Joe Gagliese, co-founder and CEO of digital and social agency Viral Nation, considers YouTube Shorts to be “one of the biggest opportunities in the world right now,” he said. Many of Mocoe’s nearly 50,000 YouTube subscribers came from her Shorts content, she said, and she plans to turn clips from her upcoming long-form YouTube series into Shorts to extend the reach of her content on the platform.
As discussions about a potential TikTok ban continue, TikTok creators should prioritize building up their social media presence on other platforms, Gagliese said.
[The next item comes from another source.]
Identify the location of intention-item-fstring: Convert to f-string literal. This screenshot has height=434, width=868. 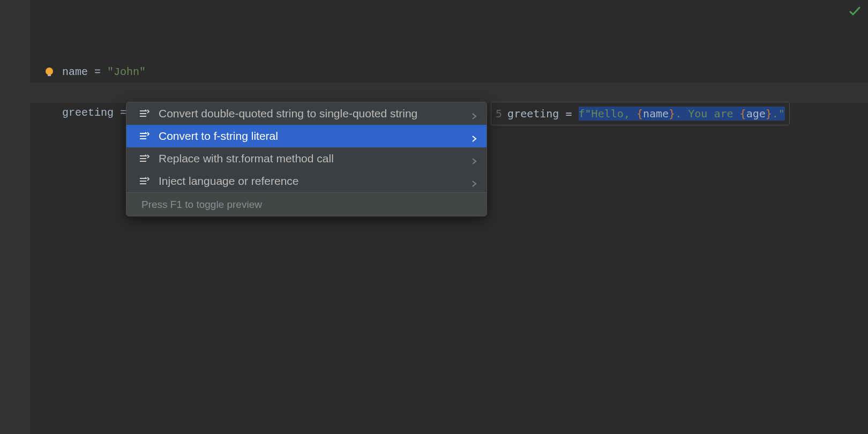
(306, 136).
Since last March, when Chew’s testimony before Congress stoked fears of a possible ban on the platform, Viral Nation’s talent agency division has been working with creators to help them diversify their social content and develop strategies on other channels so their careers “don’t just end there [with TikTok],” he said.
“I saw what ‘just ending there’ looks like, and that was when Vine got taken away,” he said. “The creators who worked really hard for the six months to build a YouTube presence continued, and folks who were like ‘this is never going to happen’ were looking for jobs after.” Two of Viral Nation’s current employees were former Vine stars the agency worked, Gagliese said. They were out of work when the platform was shuttered.
But for some creators, responding to a TikTok ban wouldn’t be as simple as pivoting to another platform, Okamoto said.
“The way that people consume content on [TikTok] is totally different [than other platforms], and I see a lot of congressional leaders basically saying, ‘Don’t be so angry—there’s already Instagram,’” she said. “But it’s not the same thing. It’s a completely different algorithm and also a different focus on the type of content—visuals and infographics versus short-form video; the ‘For You’ page versus who you’re following. That’s what I want to stress to people: it’s not like there’s just another TikTok that we’re going to hop to. It’s not something we’ll just be able to replace.”